Prompt: Return exactly the lines that run from the one with "has width=1537, height=865." to the last line of the entries below, both included, and nothing else.

Data for processing:
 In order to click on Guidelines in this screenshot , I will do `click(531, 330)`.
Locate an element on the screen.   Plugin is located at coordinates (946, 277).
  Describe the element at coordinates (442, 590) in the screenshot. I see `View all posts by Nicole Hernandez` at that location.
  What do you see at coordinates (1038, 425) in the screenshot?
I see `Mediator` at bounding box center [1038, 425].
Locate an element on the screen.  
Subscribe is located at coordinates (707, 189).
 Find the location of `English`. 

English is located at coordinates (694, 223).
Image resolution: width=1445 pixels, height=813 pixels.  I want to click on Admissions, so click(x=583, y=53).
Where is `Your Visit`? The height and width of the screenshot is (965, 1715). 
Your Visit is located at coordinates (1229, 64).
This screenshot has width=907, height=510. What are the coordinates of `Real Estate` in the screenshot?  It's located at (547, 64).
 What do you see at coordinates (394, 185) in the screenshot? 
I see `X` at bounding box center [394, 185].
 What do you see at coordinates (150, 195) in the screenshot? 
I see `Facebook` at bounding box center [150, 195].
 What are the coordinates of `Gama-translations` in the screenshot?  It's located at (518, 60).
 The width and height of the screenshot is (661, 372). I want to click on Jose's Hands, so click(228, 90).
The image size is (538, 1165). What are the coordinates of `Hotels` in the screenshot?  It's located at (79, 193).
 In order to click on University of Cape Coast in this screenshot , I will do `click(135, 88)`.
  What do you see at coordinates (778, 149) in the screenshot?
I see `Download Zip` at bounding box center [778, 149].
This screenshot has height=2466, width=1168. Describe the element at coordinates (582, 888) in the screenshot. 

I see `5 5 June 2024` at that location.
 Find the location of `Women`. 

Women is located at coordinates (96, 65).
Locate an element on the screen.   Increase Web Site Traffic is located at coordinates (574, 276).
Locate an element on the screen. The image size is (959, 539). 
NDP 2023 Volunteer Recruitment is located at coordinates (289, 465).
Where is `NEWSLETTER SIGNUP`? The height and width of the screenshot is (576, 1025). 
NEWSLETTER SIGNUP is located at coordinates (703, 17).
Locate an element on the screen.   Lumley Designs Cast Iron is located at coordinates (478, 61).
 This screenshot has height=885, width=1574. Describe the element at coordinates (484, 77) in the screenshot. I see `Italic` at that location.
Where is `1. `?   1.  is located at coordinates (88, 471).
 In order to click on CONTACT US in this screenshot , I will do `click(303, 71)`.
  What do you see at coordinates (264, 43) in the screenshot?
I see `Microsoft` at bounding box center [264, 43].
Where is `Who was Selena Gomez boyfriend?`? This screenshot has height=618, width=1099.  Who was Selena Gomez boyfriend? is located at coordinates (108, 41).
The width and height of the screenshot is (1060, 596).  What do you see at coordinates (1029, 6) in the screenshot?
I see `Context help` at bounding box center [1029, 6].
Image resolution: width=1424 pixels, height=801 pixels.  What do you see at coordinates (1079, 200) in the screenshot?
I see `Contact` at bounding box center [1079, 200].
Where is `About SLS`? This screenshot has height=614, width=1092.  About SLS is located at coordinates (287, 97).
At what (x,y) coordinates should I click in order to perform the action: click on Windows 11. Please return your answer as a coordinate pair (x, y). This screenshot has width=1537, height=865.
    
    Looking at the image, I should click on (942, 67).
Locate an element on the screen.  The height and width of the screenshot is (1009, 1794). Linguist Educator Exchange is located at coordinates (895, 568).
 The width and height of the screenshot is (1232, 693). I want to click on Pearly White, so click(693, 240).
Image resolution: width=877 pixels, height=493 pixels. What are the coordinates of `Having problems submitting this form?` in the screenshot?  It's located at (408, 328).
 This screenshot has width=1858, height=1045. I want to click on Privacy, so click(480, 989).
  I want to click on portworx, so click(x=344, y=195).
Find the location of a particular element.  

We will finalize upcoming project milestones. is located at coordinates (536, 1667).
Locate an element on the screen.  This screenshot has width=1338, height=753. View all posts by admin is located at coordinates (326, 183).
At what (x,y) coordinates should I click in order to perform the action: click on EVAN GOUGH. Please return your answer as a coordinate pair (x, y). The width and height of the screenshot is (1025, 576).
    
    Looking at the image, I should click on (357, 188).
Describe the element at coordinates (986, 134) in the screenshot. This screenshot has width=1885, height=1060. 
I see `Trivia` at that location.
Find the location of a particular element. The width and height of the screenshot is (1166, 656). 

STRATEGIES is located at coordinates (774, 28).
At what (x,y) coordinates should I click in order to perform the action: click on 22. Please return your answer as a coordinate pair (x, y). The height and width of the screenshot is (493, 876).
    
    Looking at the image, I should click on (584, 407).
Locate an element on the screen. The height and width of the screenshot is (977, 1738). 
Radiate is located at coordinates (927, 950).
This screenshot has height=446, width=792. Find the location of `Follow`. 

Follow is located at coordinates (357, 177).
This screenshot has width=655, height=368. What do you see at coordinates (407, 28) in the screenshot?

Result of the task:
At what (x,y) coordinates should I click in order to perform the action: click on Windows 11. Please return your answer as a coordinate pair (x, y). This screenshot has width=1537, height=865.
    
    Looking at the image, I should click on (942, 67).
Locate an element on the screen.  The height and width of the screenshot is (1009, 1794). Linguist Educator Exchange is located at coordinates (895, 568).
 The width and height of the screenshot is (1232, 693). I want to click on Pearly White, so click(693, 240).
Image resolution: width=877 pixels, height=493 pixels. What are the coordinates of `Having problems submitting this form?` in the screenshot?  It's located at (408, 328).
 This screenshot has width=1858, height=1045. I want to click on Privacy, so click(480, 989).
  I want to click on portworx, so click(x=344, y=195).
Find the location of a particular element.  

We will finalize upcoming project milestones. is located at coordinates (536, 1667).
Locate an element on the screen.  This screenshot has width=1338, height=753. View all posts by admin is located at coordinates (326, 183).
At what (x,y) coordinates should I click in order to perform the action: click on EVAN GOUGH. Please return your answer as a coordinate pair (x, y). The width and height of the screenshot is (1025, 576).
    
    Looking at the image, I should click on (357, 188).
Describe the element at coordinates (986, 134) in the screenshot. This screenshot has width=1885, height=1060. 
I see `Trivia` at that location.
Find the location of a particular element. The width and height of the screenshot is (1166, 656). 

STRATEGIES is located at coordinates (774, 28).
At what (x,y) coordinates should I click in order to perform the action: click on 22. Please return your answer as a coordinate pair (x, y). The height and width of the screenshot is (493, 876).
    
    Looking at the image, I should click on (584, 407).
Locate an element on the screen. The height and width of the screenshot is (977, 1738). 
Radiate is located at coordinates (927, 950).
This screenshot has height=446, width=792. Find the location of `Follow`. 

Follow is located at coordinates (357, 177).
This screenshot has width=655, height=368. What do you see at coordinates (407, 28) in the screenshot?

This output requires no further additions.